44 MEMORIAL TRIBUTES success. This achievement came to the attention of the British and most likely led to his assignment to the Building Research Station, then the leading organization developing the still rela- tively new field of soil mechanics in the United Kingdom. The station's initial interestwas in Leo's expertise in electro-osmosis, about which very little was known outside Germany. Conse- quently, his first assignments were to summarize the relevant principles and practical applications. His report, TheApplication of ElectrmOsmosis to Practical Problems inFoundations and Earthworks published by the station in 1947, was widely circulated and quickly brought recognition to both Leo and the subject among geotechnical engineers throughout the English-speaking world.

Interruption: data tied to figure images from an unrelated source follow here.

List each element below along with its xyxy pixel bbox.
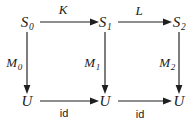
node-u0-base: U bbox=[21, 93, 32, 109]
edge-label-k: K bbox=[59, 3, 68, 16]
node-u2-base: U bbox=[173, 93, 184, 109]
edge-label-m0: M0 bbox=[6, 56, 21, 69]
edge-label-m2: M2 bbox=[159, 56, 174, 69]
edge-label-m0-subscript: 0 bbox=[18, 62, 23, 72]
arrow-m2 bbox=[176, 32, 183, 94]
node-u1-base: U bbox=[99, 93, 110, 109]
edge-label-m2-base: M bbox=[159, 55, 170, 70]
node-s1-subscript: 1 bbox=[107, 22, 112, 32]
commutative-diagram: S0 S1 S2 U U U K L M0 M1 M2 id id bbox=[0, 0, 193, 121]
node-s2: S2 bbox=[173, 15, 186, 30]
edge-label-m2-subscript: 2 bbox=[171, 62, 176, 72]
node-s2-base: S bbox=[173, 14, 181, 30]
node-u1: U bbox=[99, 94, 110, 109]
arrow-m1 bbox=[102, 32, 109, 94]
arrow-l bbox=[118, 19, 172, 26]
arrow-k bbox=[40, 19, 99, 26]
edge-label-m1-base: M bbox=[84, 55, 95, 70]
arrow-m0 bbox=[24, 32, 31, 94]
node-s1: S1 bbox=[99, 15, 112, 30]
node-u0: U bbox=[21, 94, 32, 109]
arrow-id1 bbox=[40, 98, 99, 105]
node-s0-subscript: 0 bbox=[29, 22, 34, 32]
arrow-id2 bbox=[118, 98, 172, 105]
edge-label-k-base: K bbox=[59, 2, 68, 17]
edge-label-m0-base: M bbox=[6, 55, 17, 70]
node-s0-base: S bbox=[21, 14, 29, 30]
edge-label-id1-base: id bbox=[60, 107, 69, 119]
node-u2: U bbox=[173, 94, 184, 109]
edge-label-l: L bbox=[135, 4, 142, 17]
edge-label-l-base: L bbox=[135, 3, 142, 18]
edge-label-id2: id bbox=[136, 109, 145, 120]
node-s2-subscript: 2 bbox=[181, 22, 186, 32]
node-s1-base: S bbox=[99, 14, 107, 30]
edge-label-m1-subscript: 1 bbox=[96, 62, 101, 72]
node-s0: S0 bbox=[21, 15, 34, 30]
edge-label-m1: M1 bbox=[84, 56, 99, 69]
edge-label-id2-base: id bbox=[136, 108, 145, 120]
edge-label-id1: id bbox=[60, 108, 69, 119]
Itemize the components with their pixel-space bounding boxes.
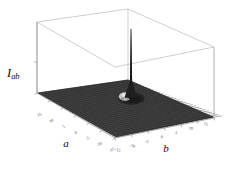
b-tick-label: 10 [188, 125, 193, 131]
z-axis-label: Iab [7, 66, 19, 81]
figure-3d-surface-plot: 15 10 5 0 -5 -10 -15 -15 -10 -5 0 5 10 1… [0, 0, 242, 173]
a-tick-label: 15 [36, 112, 42, 118]
a-tick-label: 10 [48, 118, 54, 124]
plot-canvas: 15 10 5 0 -5 -10 -15 -15 -10 -5 0 5 10 1… [0, 0, 242, 173]
a-axis-label: a [63, 137, 69, 149]
b-tick-label: 5 [175, 130, 178, 135]
a-tick-label: -10 [96, 141, 103, 148]
a-tick-label: 0 [74, 130, 78, 135]
a-tick-label: -5 [85, 135, 90, 141]
b-axis-label: b [163, 142, 169, 154]
b-tick-label: -10 [129, 143, 135, 149]
z-axis-label-subscript: ab [11, 71, 19, 81]
b-tick-label: -5 [145, 138, 149, 144]
b-tick-label: -15 [115, 147, 121, 153]
b-tick-label: 0 [160, 134, 163, 139]
z-axis [34, 22, 37, 93]
a-tick-label: 5 [62, 124, 66, 129]
b-tick-label: 15 [203, 121, 208, 127]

Leo's brother Arthur, in the meantime, had built the soil mechanics program in the graduate school at Harvard into a preeminent position in the United States. He succeeded in bringing Leo and his family to the United States in 1950 and added him to Harvard's illustrious group. In 1956 Leo became professor of the practice of soil mechanics and foundation engineering. In adclition to performing his academic duties, he became increasingly active as a consultant, in later years practic- ing with Arthur and his son, Dirk, as Casagrande Consultants in Arlington, Massachusetts. He was elected to membership in the National Academy of Engineering in 1974. His consulting activities included a wide variety of major projects: foundations for conventional and nuclear power plants and for commercial and industrial buildings, dams for hy(lro- electric developments, tailings clams, and numerous sIope-stabi- lization assignments. Electro-osmosis continued to be signifi- cant in his practice, including investigations regarding its suitability for such diverse applications as stabilization of the collapsed weathered! volcanic soil in the Wilson Tunnel in Honolulu, stabilization of the sensitive soils of the Turnagain slide area after the 1964 Good Friday Earthquake in Anchorage, and an eminently practical scheme for arresting the tilt of the Leaning Tower of Pisa. His students found him to be a superb teacher, at once scientific and practical, who required thoughtful solutions en- compassing the broad as well as the specialized picture.

LEO CASAGRANDE 45 He devoted most of his time to his work, but he also took great pleasure in his family. Having lost the guidance of his father at an early age and all his material possessions in World War II, he highly valued personal relationships and was unusually close to his wife and children. To the extent possible, he shared with them the development of a farm in New Hampshire, which he and the family enhanced by planting thousands of pine seecl- lings and painstakingly pruning them as they grew. He also characteristically used his expertise to create successfully a pond on the property, even though local agricultural advisers were of the opinion it would not hold water. He was a gentle, kind man with a deep, somewhat wry sense of humor, a gentleman of the old school, whose contributions to engineering were notable but were unsung except by others.